A referendum that may have asked for $12 million from Brick taxpayers is – at least for now – off the table, officials said at Thursday night’s school board meeting.
A measure to hire a firm to design the specifications of the referendum for $25,000 was removed from the agenda before the meeting began, with board president John Lamela saying the plan “is a non-starter for us.”
“It may resurface, but at this time our board has pulled it,” said Lamela. “We want to do our homework. How do we get this stuff done?”
|
In a non-scientific poll alongside a Shorebeat article earlier this week, 66 percent of those who voted said they would oppose the referendum spending if it appeared on a ballot.
“We don’t have any money in this town,” resident Walter Campbell told board members at the meeting, suggesting the board looks into an ESCO program, under which projects at the schools would be funded through energy savings and other efficiencies rather than cash from taxpayers.
“It’s the only way to do it,” said Campbell, a former board member who also served as a volunteer member of the board’s facilities committee. “You don’t have any other choice now.”
Earlier this spring, Brick officials laid out more than $12.5 million in repairs that are needed district-wide. In a previous report from Shorebeat, it was reported that the $12.5 million in repairs would range from a $1,496,000 roof replacement for the Warren H. Wolf Elementary School (formerly the Primary Learning Center), to $1,297,637 for new baseball and softball fields at Brick Memorial High School, to $1,558,000 to replace a track at Brick Township High School.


| PROBLEM TO SOLVE |
Exactly as written, retype the lines that run from the line holding "Describe the element at coordinates (740, 17)" through the end of the records below. Do not include pictures.

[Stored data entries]
┄┄┄┄┄┄┄┄┄┄
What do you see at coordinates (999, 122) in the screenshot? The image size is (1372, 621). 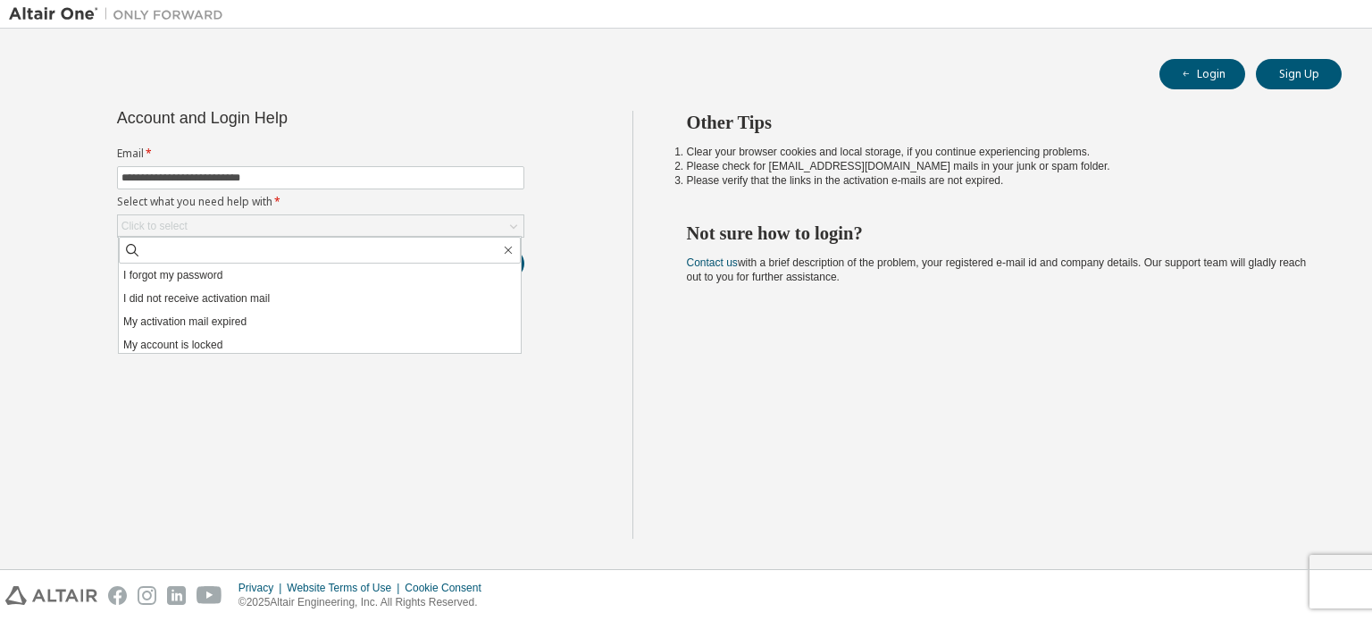 I see `h2: Other Tips` at bounding box center [999, 122].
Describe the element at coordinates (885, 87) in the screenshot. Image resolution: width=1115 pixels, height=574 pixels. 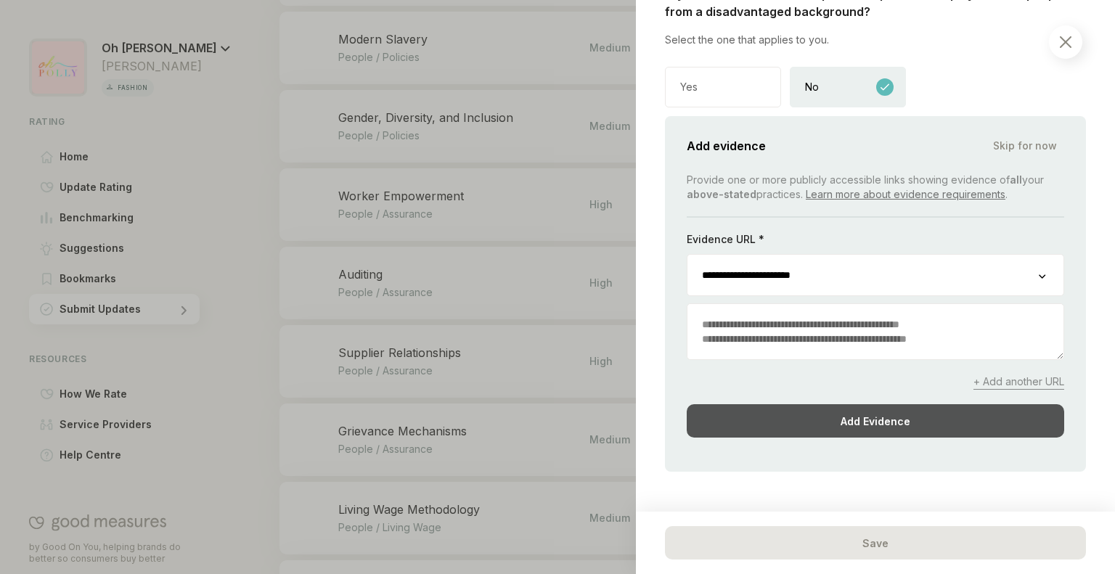
I see `img: Checked` at that location.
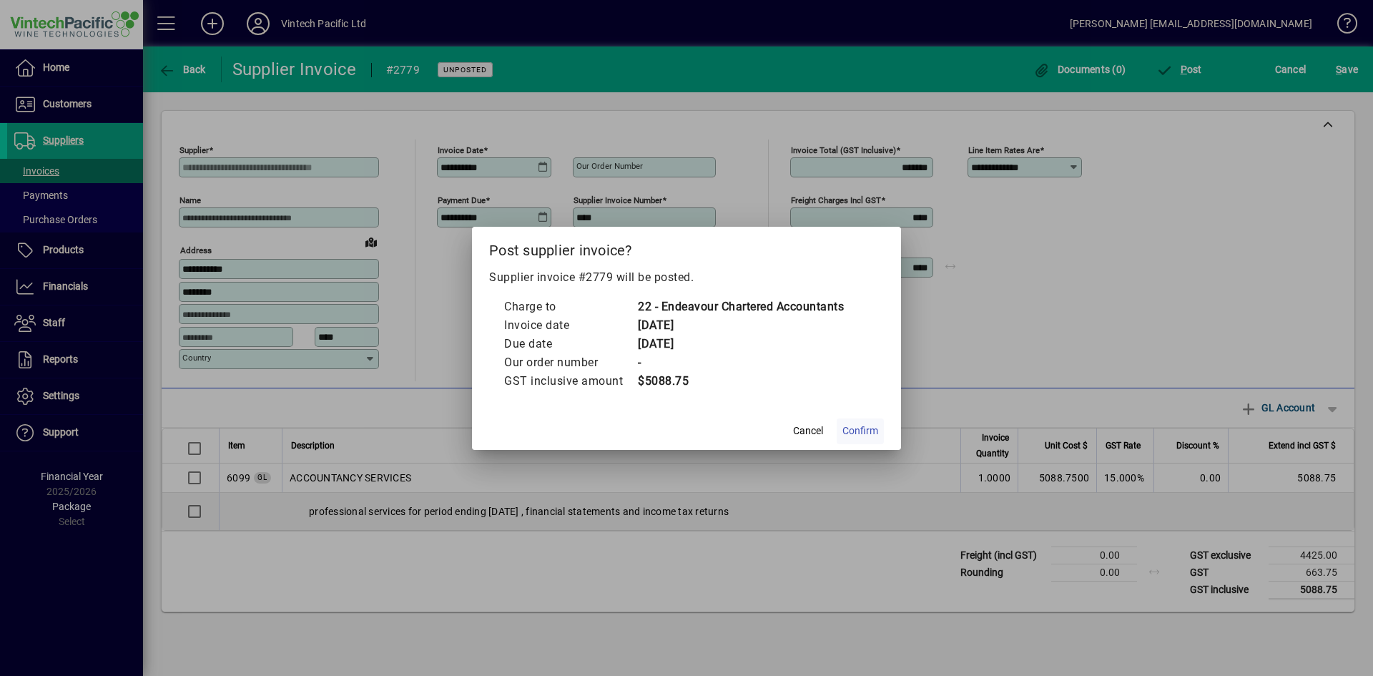  What do you see at coordinates (570, 344) in the screenshot?
I see `td: Due date` at bounding box center [570, 344].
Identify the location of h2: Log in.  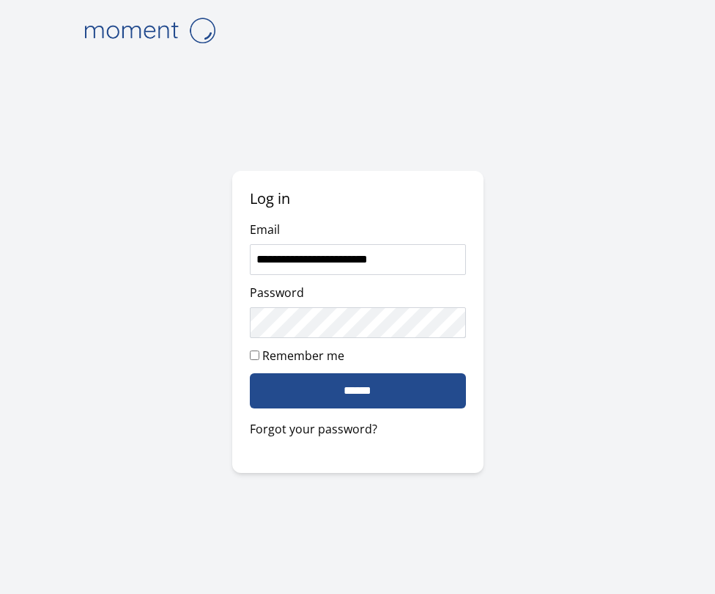
(358, 199).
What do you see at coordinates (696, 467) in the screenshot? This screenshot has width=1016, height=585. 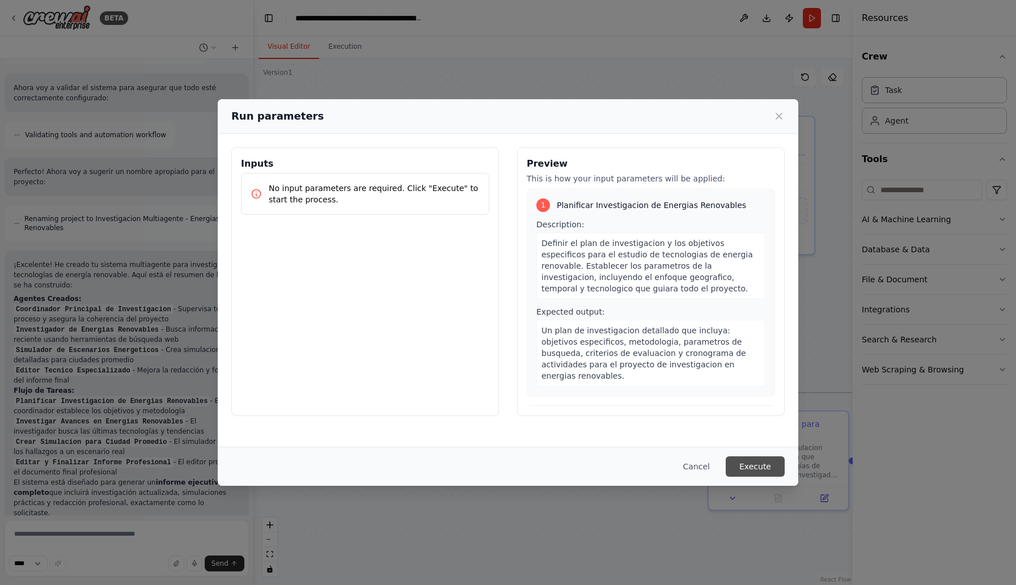 I see `button: Cancel` at bounding box center [696, 467].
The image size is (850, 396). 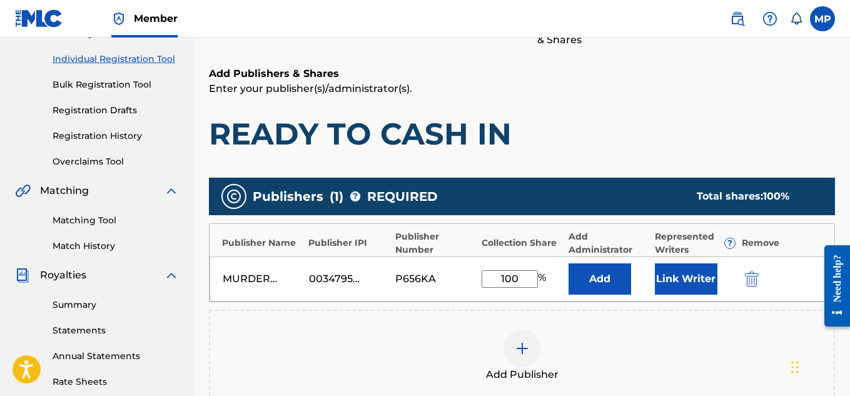 What do you see at coordinates (22, 50) in the screenshot?
I see `div: Open Resource Center` at bounding box center [22, 50].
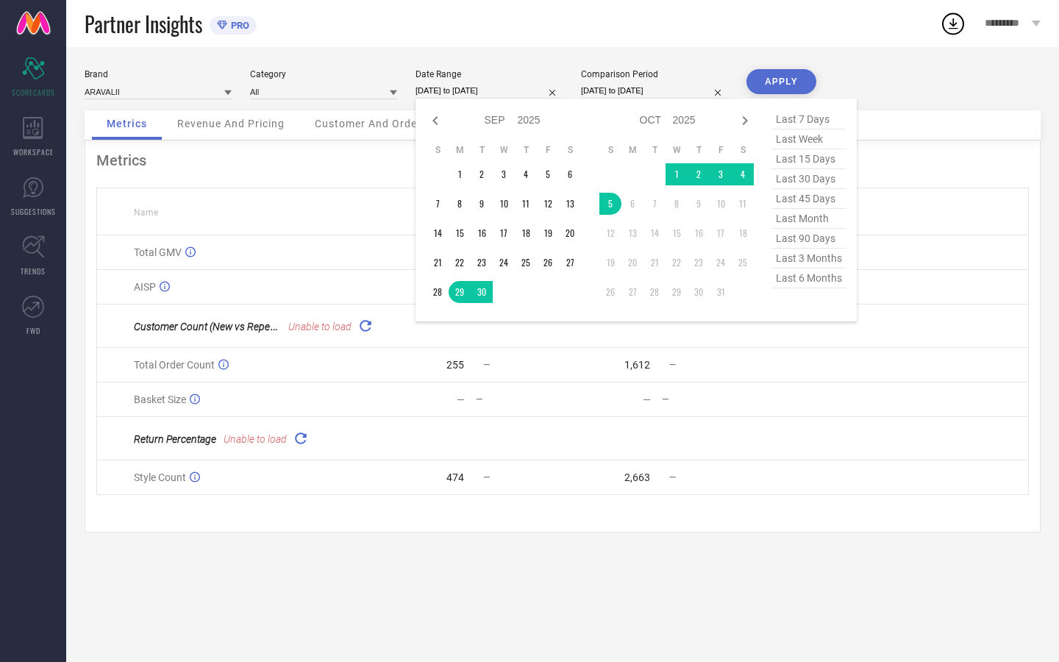 The height and width of the screenshot is (662, 1059). Describe the element at coordinates (548, 263) in the screenshot. I see `td: Fri Sep 26 2025` at that location.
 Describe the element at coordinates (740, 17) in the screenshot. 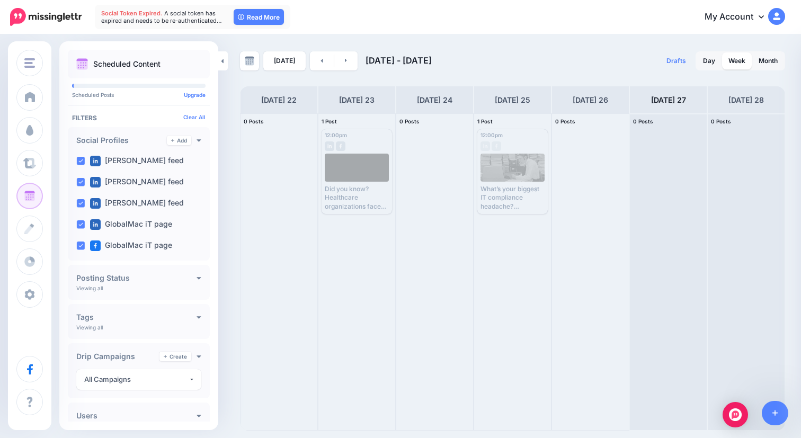

I see `a: My Account` at that location.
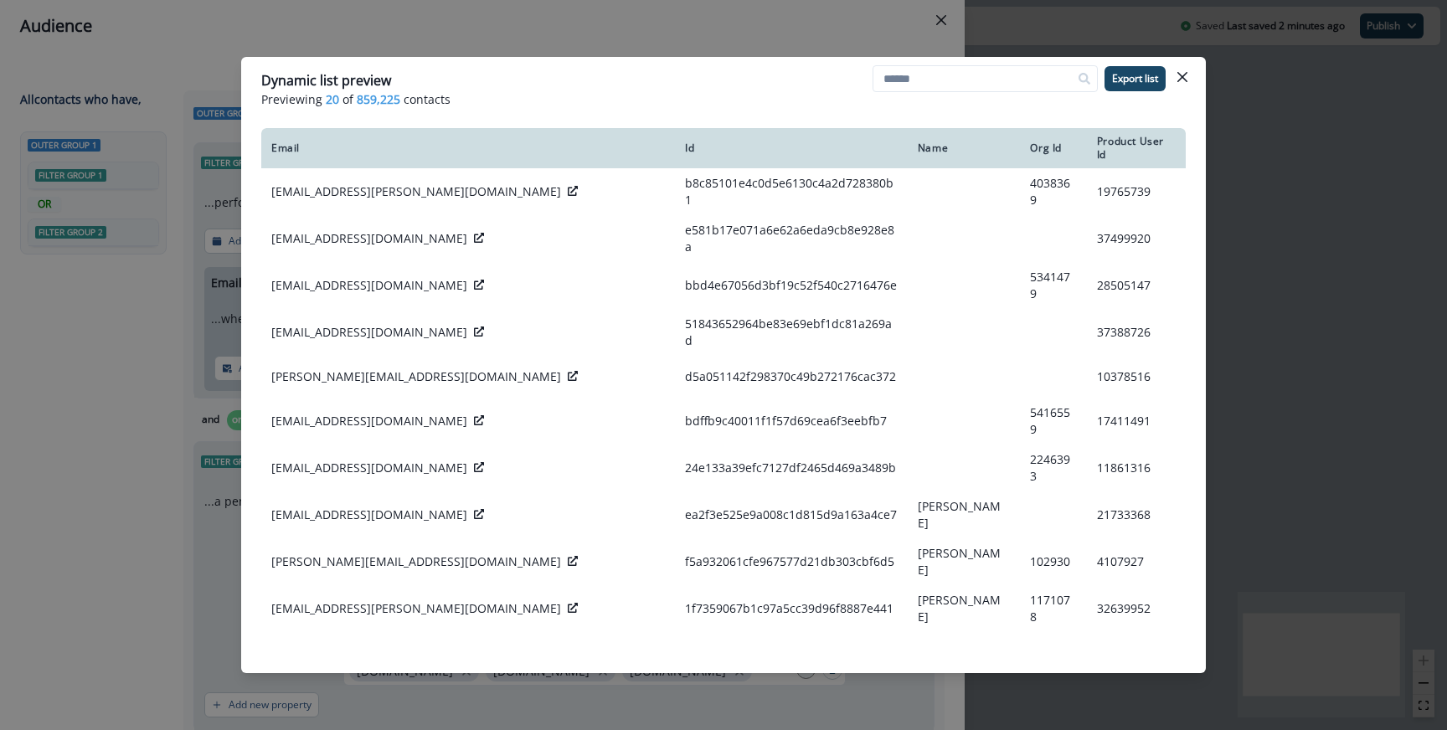 Image resolution: width=1447 pixels, height=730 pixels. I want to click on td: d5a051142f298370c49b272176cac372, so click(792, 377).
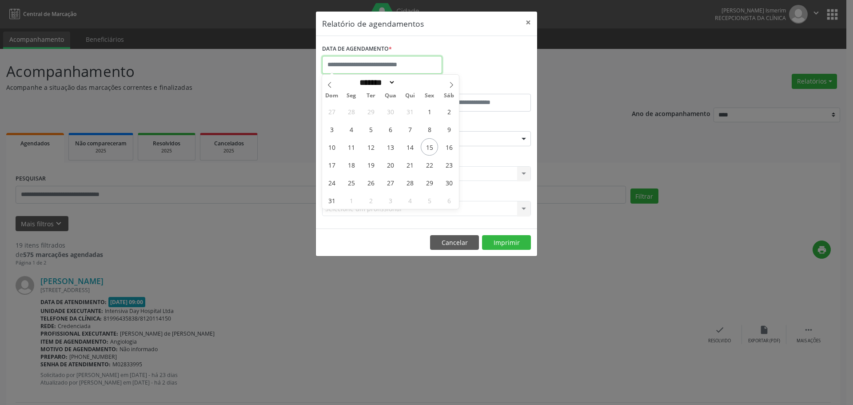  Describe the element at coordinates (331, 182) in the screenshot. I see `span: Agosto 24, 2025` at that location.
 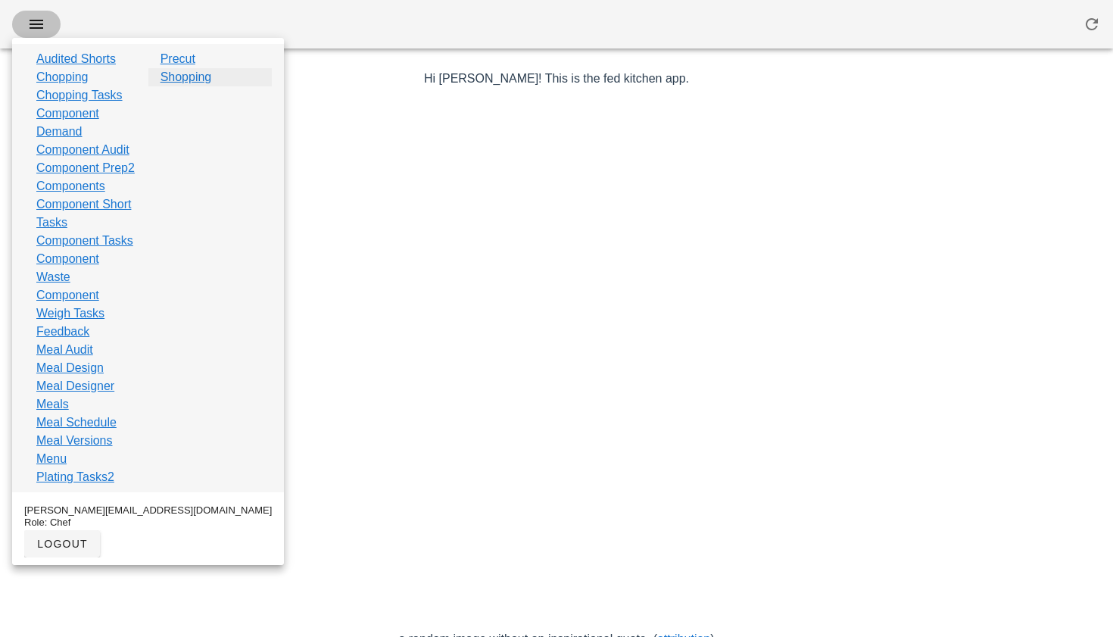 What do you see at coordinates (148, 522) in the screenshot?
I see `div: Role: Chef` at bounding box center [148, 522].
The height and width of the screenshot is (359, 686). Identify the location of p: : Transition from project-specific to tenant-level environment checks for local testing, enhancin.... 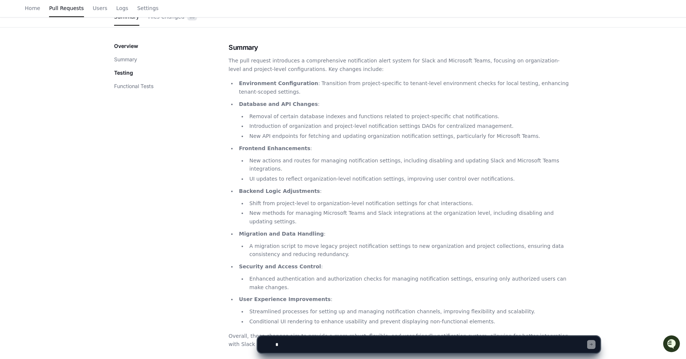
┄┄┄┄┄┄┄┄┄┄
| YOUR RESPONSE |
 Describe the element at coordinates (740, 17) in the screenshot. 

I see `a: My Account` at that location.
 Image resolution: width=1447 pixels, height=730 pixels. I want to click on td: d5a051142f298370c49b272176cac372, so click(792, 377).
  Describe the element at coordinates (331, 182) in the screenshot. I see `span: Agosto 24, 2025` at that location.
  What do you see at coordinates (148, 522) in the screenshot?
I see `div: Role: Chef` at bounding box center [148, 522].
The height and width of the screenshot is (359, 686). Identify the location of p: : Transition from project-specific to tenant-level environment checks for local testing, enhancin.... 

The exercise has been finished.